I will send the full details/email chain tomorrow morning. I appreciate you looking into it, but why does this type of interaction require a HN article for a response? Why do none of the regular methods go anywhere?
Putting out a fire on HN before it gets more press is something anyone would do so it basically means nothing. Now, if a founder commented on here "Don't bother sending me your details. I've un-fucked our support system, just submit a ticket again" that would get my respect.
I’ve talked to one of the founders of stripe on the phone after tweeting a complaint about their product. This was probably ~2014 but I’ve been an advocate for them ever since. It feels like a personal slight to read this blog post. Hopefully, they fix these issues because I like feeling good about using stripe.
Would PayPal give the same response? At least with Stripe you know if you kick up a stink on Hacker News someone there will respond, not that this is ideal but I wouldn't expect to hear from any PayPal employees here.
Last time this happened, OP replied to the Stripe guy something like "you said the same thing when i mentioned this on HN three months ago, i emailed you, and nothing happened". So with Stripe you might well get a response here, but that's not to say you'll actually get a resolution to your problem.
You might have a point. But I think it’s moot because the overwhelming majority of wronged customers won’t or can’t put up a stink on Hacker News or equivalent. So the difference is a sliver.
Yep, is a screen in their consumer-site that shows all active billing plans. Two clicks to cancel. And that page is easier to find now (was buried before)
Yup. It's so obviously better for the consumer (and reduction of consumer support burden) that it's unbelievable that Stripe, or credit cards for that matter, don't have it.
For Stripe to offer that they would have to expose a "Stripe account" for buyers (the same thing the linked article complains about PayPal doing). For cards to do that they would have to move to only accepting merchant specific tokens you can revoke individually instead of the current state where the merchant (or their processor) has your card number.

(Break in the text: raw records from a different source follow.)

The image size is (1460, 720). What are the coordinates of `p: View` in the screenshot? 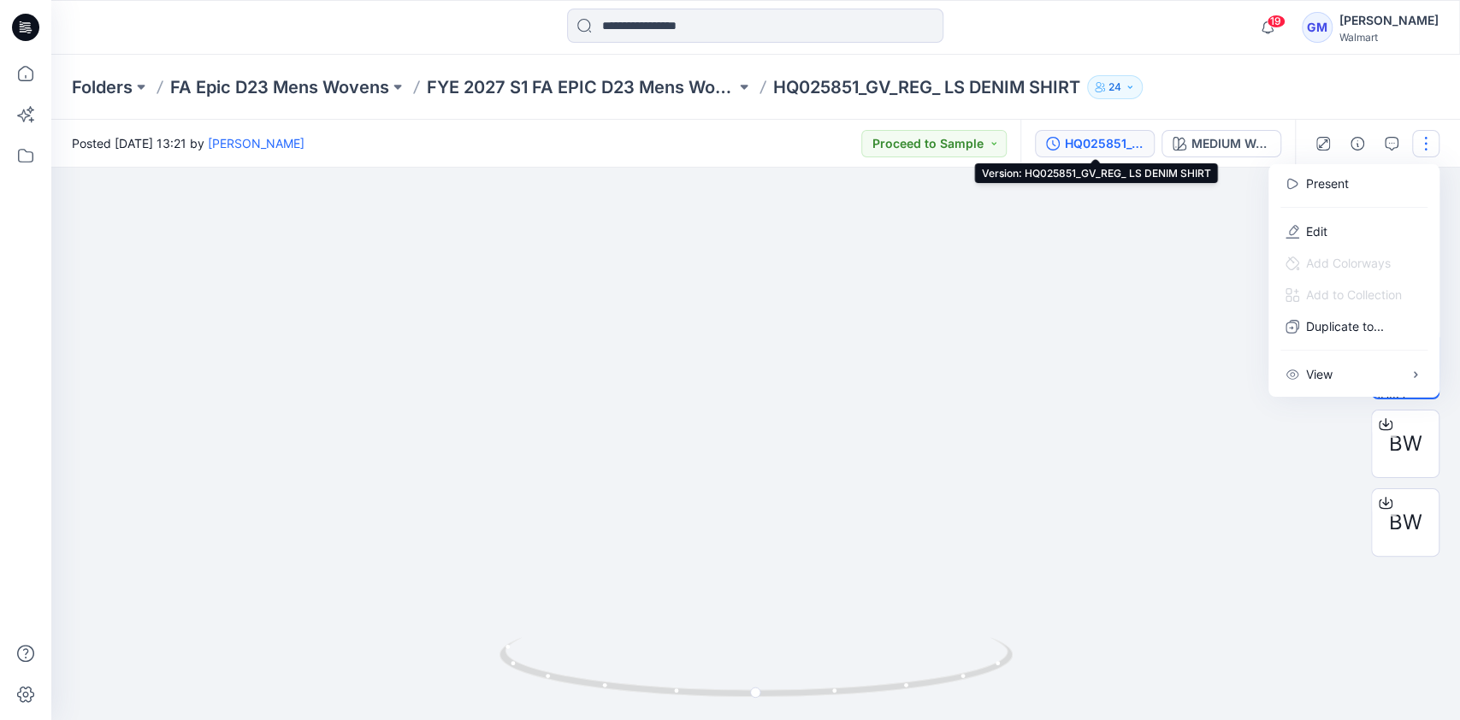 It's located at (1319, 374).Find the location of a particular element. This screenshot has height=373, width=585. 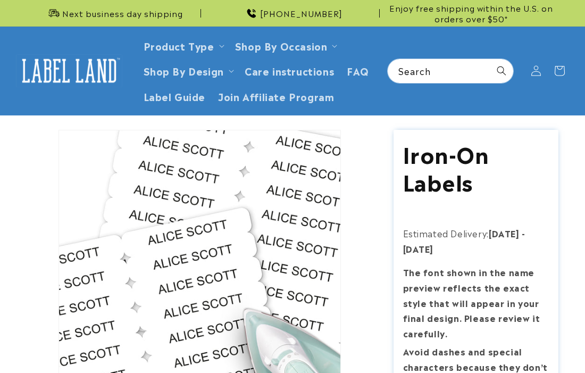

span: Shop By Occasion is located at coordinates (281, 45).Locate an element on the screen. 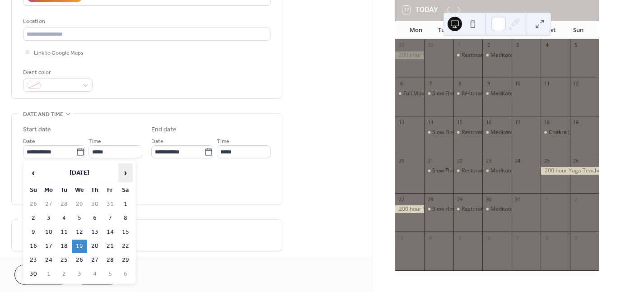 The image size is (621, 292). td: 30 is located at coordinates (95, 204).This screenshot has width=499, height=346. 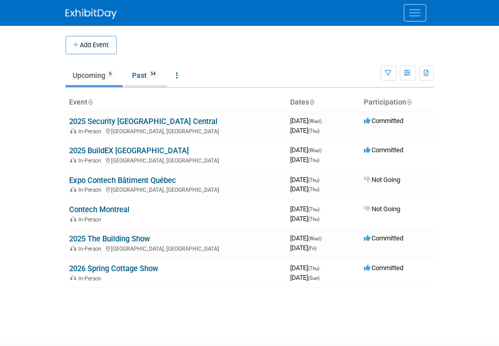 What do you see at coordinates (91, 102) in the screenshot?
I see `a: Sort by Event Name` at bounding box center [91, 102].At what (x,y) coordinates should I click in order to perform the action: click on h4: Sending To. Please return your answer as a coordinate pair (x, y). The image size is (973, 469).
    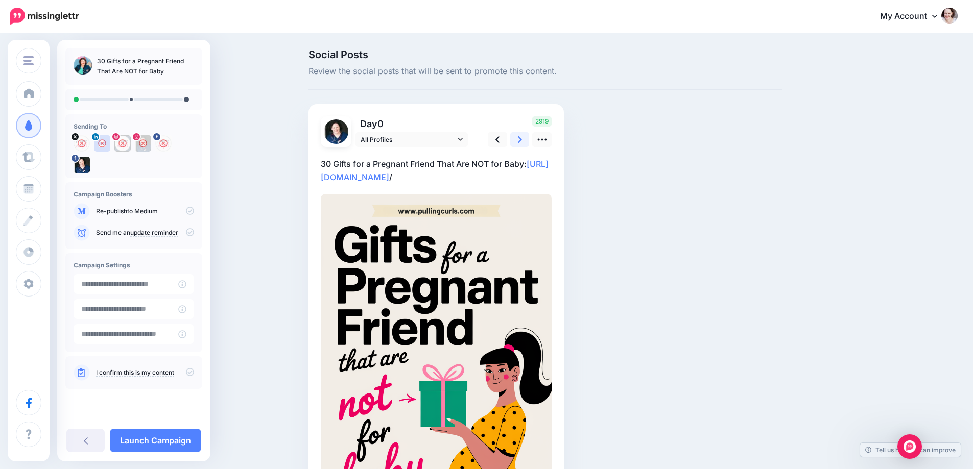
    Looking at the image, I should click on (134, 126).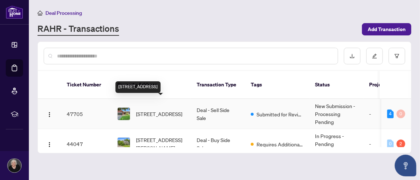 Image resolution: width=420 pixels, height=180 pixels. What do you see at coordinates (63, 13) in the screenshot?
I see `span: Deal Processing` at bounding box center [63, 13].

Assuming the thread gets enough upvotes to be noticed, anyway. That could mean posting at the right time of day, on the right day of the week, following another related story that helps drive more readers to check it out.
While it’s a fair point that with PayPal, you are almost entirely SOL, whereas with Stripe you at least have a chance, it’s not a tenable solution.
With thousands of employees you’re bound to get some (say 5-10%!) which are outright bad at their job or malicious.
The fact the founders quickly offered assistance directly, when they’re business is worth tens of billions is at least worth giving the benefit of the doubt. Even if it’s just for PR, they’re at least doing it.
You should read more of the comments, including at least one that explicitly states how a founder reached out on HN only to never reply via email. It's been documented as an empty gesture, aka bullshit.
Anyway I misread your previous comment, sorry about that.
Just to play devil's advocate... It can be hard to know that there's a problem if it doesn't get escalated to the right people.
I'm sure most devs have an experience where something is broken for weeks before you happen to overhear someone talking about the multi-step workaround for a 5 minute code fix.
I think the same kind of issue applies.. Support teams are encouraged to not escalate, if they do, it often goes to a higher level support (but not any developers/business people). They find a clever solution and that becomes the common practice. It's not until a big stink is made that the right people are aware of a possible problem, and perhaps only then investigate the scope of that problem, and realize it needs prioritization.
Of course, this doesn't answer why the support team didn't even read the email to see you're not asking for a password reset... But might be a contributing factor.
So people came back to empty timelines. Terrible UX, but until someone both experienced it and mentioned it, no one with code access realized how bad this was for returning users. Now there's a friendly message letting returning users know what's going on.
I once found out that an admin person was spending a couple minutes many times a day to open a user profile, find half a dozen different fields and copy them into a word doc template and then printing to a pdf that she emailed to the user. I added a button “generate pdf” for her and she was thrilled.
Put simply, it shouldn't. I'll help fix this when you have a chance to forward on. (We stop recurring payments when a business closes their Stripe account, which looks to not have been the case here.)
Assuming user has issued chargebacks 7-months back to back — why would this not be a signal Stripe needs to understand why and not keep charging the customer; one would think even one charge back from a vendor for a specific customer subscription would require re-authorization by the customer being charged prior to Stripe sending another charge.
Following up here, do let me know if I can help. I haven't received anything to the email address, let me know if there's another way to help get in touch.
Hi Sam from Stripe, how about having a Stripe internal meeting about how Stripe support shouldn‘t consist of "X from Stripe here." HN posts? Are you aware "X from Stripe here." has become a HN meme?